Tuesday, 5 August 2014

The greatest compliment for a motherless daughter to receive

Last night my husband gave me the greatest compliment. Our daughter is still away and it is the longest she has ever been away from us so I have been doing little things to let her know that she is loved and missed in our home. I have been sending her letters, postcards and little care packages so she will know we are thinking of her. Particularly because in the first week, we were not allowed to contact her because the camp prefers to let the children get used to their routines. The camp also says the first week is the hardest week for the children because they are away from home and have to establish themselves in their new environment.
So the first week was particularly difficult for me as a mother because I had no way of knowing whether my daughter was okay. Although I was somewhat comforted by my instinct, my gut telling me because she was in an environment she had chosen as well as loves, I felt she was doing well. Even still I needed to feel I was doing something to contact her without hearing her voice by sending her things to open from us.
But coming back to the compliment from my husband - last night my husband asked me what the stamp was for on my desk and I told him it was for the postcards and letters I had been sending to our daughter. He looked at time for a long time in silence with a tender look on his face, then he said, “You are a really good mother.”

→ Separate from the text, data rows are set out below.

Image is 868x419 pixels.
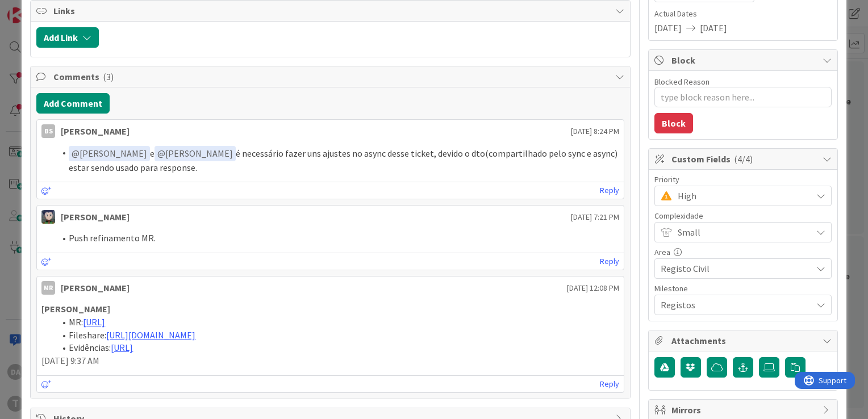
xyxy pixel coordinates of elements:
[700,21,727,35] span: [DATE]
[677,188,806,204] span: High
[69,329,106,340] span: Fileshare:
[654,285,831,292] div: Milestone
[734,153,753,165] span: ( 4/4 )
[677,224,806,240] span: Small
[654,212,831,220] div: Complexidade
[571,211,619,223] span: [DATE] 7:21 PM
[671,53,817,67] span: Block
[55,146,619,174] li: e é necessário fazer uns ajustes no async desse ticket, devido o dto(compartilhado pelo sync e as...
[661,297,806,313] span: Registos
[69,342,111,353] span: Evidências:
[106,329,196,340] a: [URL][DOMAIN_NAME]
[567,282,619,294] span: [DATE] 12:08 PM
[41,210,55,223] img: LS
[671,403,817,417] span: Mirrors
[654,77,710,87] label: Blocked Reason
[654,175,831,183] div: Priority
[61,281,129,295] div: [PERSON_NAME]
[72,148,79,159] span: @
[600,183,619,197] a: Reply
[157,148,165,159] span: @
[53,70,609,84] span: Comments
[41,124,55,138] div: BS
[671,334,817,347] span: Attachments
[41,355,100,366] span: [DATE] 9:37 AM
[654,113,693,134] button: Block
[24,2,51,15] span: Support
[661,261,806,277] span: Registo Civil
[103,71,113,82] span: ( 3 )
[111,342,133,353] a: [URL]
[671,152,817,166] span: Custom Fields
[37,27,99,48] button: Add Link
[53,4,609,17] span: Links
[41,281,55,295] div: MR
[571,126,619,137] span: [DATE] 8:24 PM
[69,316,83,327] span: MR:
[654,21,682,35] span: [DATE]
[83,316,105,327] a: [URL]
[157,148,233,159] span: [PERSON_NAME]
[41,303,110,314] strong: [PERSON_NAME]
[600,254,619,269] a: Reply
[654,8,831,20] span: Actual Dates
[55,231,619,244] li: Push refinamento MR.
[72,148,147,159] span: [PERSON_NAME]
[654,248,831,256] div: Area
[61,210,129,223] div: [PERSON_NAME]
[37,93,110,113] button: Add Comment
[61,124,129,138] div: [PERSON_NAME]
[600,377,619,391] a: Reply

I can still feel the joy that coursed through my body and the tears that welled in my eyes as if he is speaking those words to me right now. For a moment I could not respond. Did not respond because I was embarrassed, elated and surprised at the same time to hear him speak those words with such sincerity. And because I was taken aback, I changed the subject until I was ready to come back to his compliment.
A few minutes passed and then I said, “Thank you for saying I am a good mother.” And still needing more to process what he had said, I then asked, “Do you really think I am a good mother?”

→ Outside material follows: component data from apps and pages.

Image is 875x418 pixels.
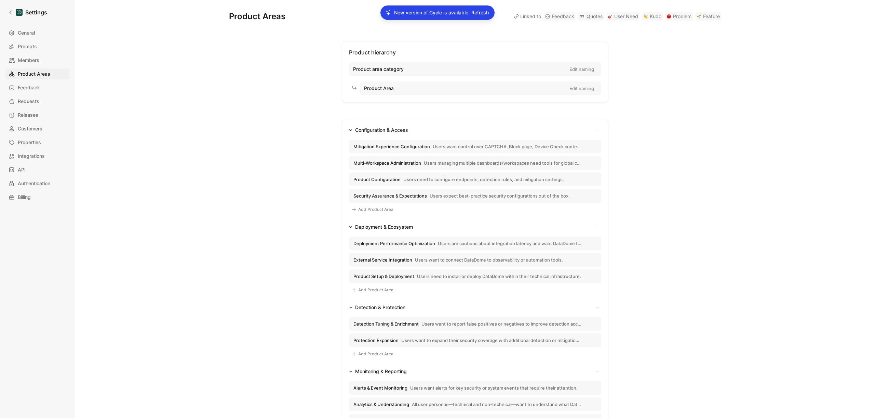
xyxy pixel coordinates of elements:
[438,240,582,246] span: Users are cautious about integration latency and want DataDome to be imperceptible to real users.
[5,96,70,107] a: Requests
[697,14,701,18] img: 🌱
[346,367,410,375] button: Monitoring & Reporting
[18,56,39,64] span: Members
[696,12,721,21] a: 🌱Feature
[354,273,414,279] span: Product Setup & Deployment
[346,126,411,134] button: Configuration & Access
[349,156,601,170] button: Multi-Workspace AdministrationUsers managing multiple dashboards/workspaces need tools for global...
[472,9,489,17] span: Refresh
[666,12,693,21] a: 🔴Problem
[410,384,578,390] span: Users want alerts for key security or system events that require their attention.
[353,65,404,73] span: Product area category
[364,84,394,92] span: Product Area
[422,320,582,327] span: Users want to report false positives or negatives to improve detection accuracy. Users want to en...
[643,12,663,21] a: 👏Kudo
[349,286,396,294] button: Add Product Area
[349,349,396,358] button: Add Product Area
[608,14,612,18] img: 🎯
[667,14,671,18] img: 🔴
[412,401,582,407] span: All user personas—technical and non-technical—want to understand what DataDome is protecting them...
[18,179,50,187] span: Authentication
[349,172,601,186] button: Product ConfigurationUsers need to configure endpoints, detection rules, and mitigation settings.
[355,126,408,134] div: Configuration & Access
[18,138,41,146] span: Properties
[5,164,70,175] a: API
[415,256,563,263] span: Users want to connect DataDome to observability or automation tools.
[424,160,582,166] span: Users managing multiple dashboards/workspaces need tools for global changes or bulk actions.
[354,320,419,327] span: Detection Tuning & Enrichment
[349,381,601,394] li: Alerts & Event MonitoringUsers want alerts for key security or system events that require their a...
[5,55,70,66] a: Members
[349,317,601,330] button: Detection Tuning & EnrichmentUsers want to report false positives or negatives to improve detecti...
[430,193,570,199] span: Users expect best-practice security configurations out of the box.
[5,191,70,202] a: Billing
[18,70,50,78] span: Product Areas
[25,8,47,16] h1: Settings
[349,397,601,411] button: Analytics & UnderstandingAll user personas—technical and non-technical—want to understand what Da...
[433,143,582,149] span: Users want control over CAPTCHA, Block page, Device Check content and behavior.
[394,9,468,17] p: New version of Cycle is available
[349,140,601,153] button: Mitigation Experience ConfigurationUsers want control over CAPTCHA, Block page, Device Check cont...
[229,11,286,22] h1: Product Areas
[354,176,401,182] span: Product Configuration
[567,64,597,74] button: Edit naming
[5,82,70,93] a: Feedback
[471,8,489,17] button: Refresh
[354,256,412,263] span: External Service Integration
[401,337,582,343] span: Users want to expand their security coverage with additional detection or mitigation capabilities.
[607,12,640,21] a: 🎯User Need
[346,303,408,311] button: Detection & Protection
[5,123,70,134] a: Customers
[5,137,70,148] a: Properties
[403,176,564,182] span: Users need to configure endpoints, detection rules, and mitigation settings.
[354,240,435,246] span: Deployment Performance Optimization
[5,41,70,52] a: Prompts
[18,165,26,174] span: API
[355,367,407,375] div: Monitoring & Reporting
[18,29,35,37] span: General
[644,14,648,18] img: 👏
[354,337,399,343] span: Protection Expansion
[5,109,70,120] a: Releases
[18,124,42,133] span: Customers
[18,152,45,160] span: Integrations
[349,253,601,266] button: External Service IntegrationUsers want to connect DataDome to observability or automation tools.
[349,189,601,202] button: Security Assurance & ExpectationsUsers expect best-practice security configurations out of the box.
[354,193,427,199] span: Security Assurance & Expectations
[544,12,576,21] a: Feedback
[18,111,38,119] span: Releases
[349,333,601,347] button: Protection ExpansionUsers want to expand their security coverage with additional detection or mit...
[355,223,413,231] div: Deployment & Ecosystem
[5,27,70,38] a: General
[417,273,581,279] span: Users need to install or deploy DataDome within their technical infrastructure.
[354,401,409,407] span: Analytics & Understanding
[5,5,50,19] a: Settings
[349,269,601,283] button: Product Setup & DeploymentUsers need to install or deploy DataDome within their technical infrast...
[354,384,408,390] span: Alerts & Event Monitoring
[18,83,40,92] span: Feedback
[349,49,396,56] span: Product hierarchy
[354,143,430,149] span: Mitigation Experience Configuration
[18,42,37,51] span: Prompts
[349,205,396,213] button: Add Product Area
[5,150,70,161] a: Integrations
[355,303,406,311] div: Detection & Protection
[18,97,39,105] span: Requests
[5,178,70,189] a: Authentication
[5,68,70,79] a: Product Areas
[18,193,31,201] span: Billing
[567,83,597,93] button: Edit naming
[514,12,541,21] div: Linked to
[349,236,601,250] button: Deployment Performance OptimizationUsers are cautious about integration latency and want DataDome...
[346,223,416,231] button: Deployment & Ecosystem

To which he responded with all sincerity, “Yes, you are a very good mother. I wish I had a mother like you.”
I was completely blown away then. To hear my husband say, I wish I had a mother like you is a huge compliment because my husband calls his mother every single Sunday and they chat for hours. A relationship I wish I could have with my mother. Considering how he feels about his mother, to hear him say he wished he had a mother like me is the greatest gift a motherless daughter like me could ever hear. It was like music to my ears.
“It’s because I didn’t have a mother from the age of 13 and I want our children to know they are loved always and thought of always just in case something happens to me,” I answered. Tears stinging at my eyes.

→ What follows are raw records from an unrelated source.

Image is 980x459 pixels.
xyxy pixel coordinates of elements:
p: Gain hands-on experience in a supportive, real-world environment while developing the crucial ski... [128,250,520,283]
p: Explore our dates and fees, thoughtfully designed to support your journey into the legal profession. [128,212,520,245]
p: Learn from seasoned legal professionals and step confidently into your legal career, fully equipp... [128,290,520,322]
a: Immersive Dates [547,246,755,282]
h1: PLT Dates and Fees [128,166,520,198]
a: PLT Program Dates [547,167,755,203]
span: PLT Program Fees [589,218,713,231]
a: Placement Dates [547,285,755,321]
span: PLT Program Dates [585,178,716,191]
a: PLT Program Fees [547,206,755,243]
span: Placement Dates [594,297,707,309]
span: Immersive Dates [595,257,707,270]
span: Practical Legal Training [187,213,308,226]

As I thought about our conversation, I realised each one of us is living out the childhood hurts and pains we experienced as children when we become adults. Even more so when we become parents. I know it is true for me. Because I went so many years without any real parental support – no one to show up at parent meetings. No one to send me gifts of any kind when I achieved anything or when I was lonely or sad. So I have been making up for the feelings of neglect I felt by not letting my children ever experience those feelings.
I also know that life can change in an instant and I want them to know to not take showing their love and appreciation for granted. To express it as much as they can by me expressing it to them.  And I see it it in them by the way they express their love back to us and to each other.
When we had the opportunity to speak to our daughter for the first time on Sunday night, she told me she loved me then she wanted to speak to her big brother to hear his voice and to tell him she loved him. Then her papa. When I think of the warmth we share as a family unit, I am glad I chose to become a mother even though I was terrified that I would leave them too early as my mother left me when she died. But now even if something was to happen to me tomorrow, I would feel comfort in my heart to know I loved my children as much as I could and even more than I ever thought I could love anyone.
There is no greater love than a mother’s love and I know this expression to be so true now that I am a mother. So grateful to my husband for recognizing and speaking out loud that he thinks I am a good mother because that is the greatest compliment this motherless daughter could ever receive.



This is a photo of the last time I saw my daughter's face over a week ago now. Missing her beautiful face and smile.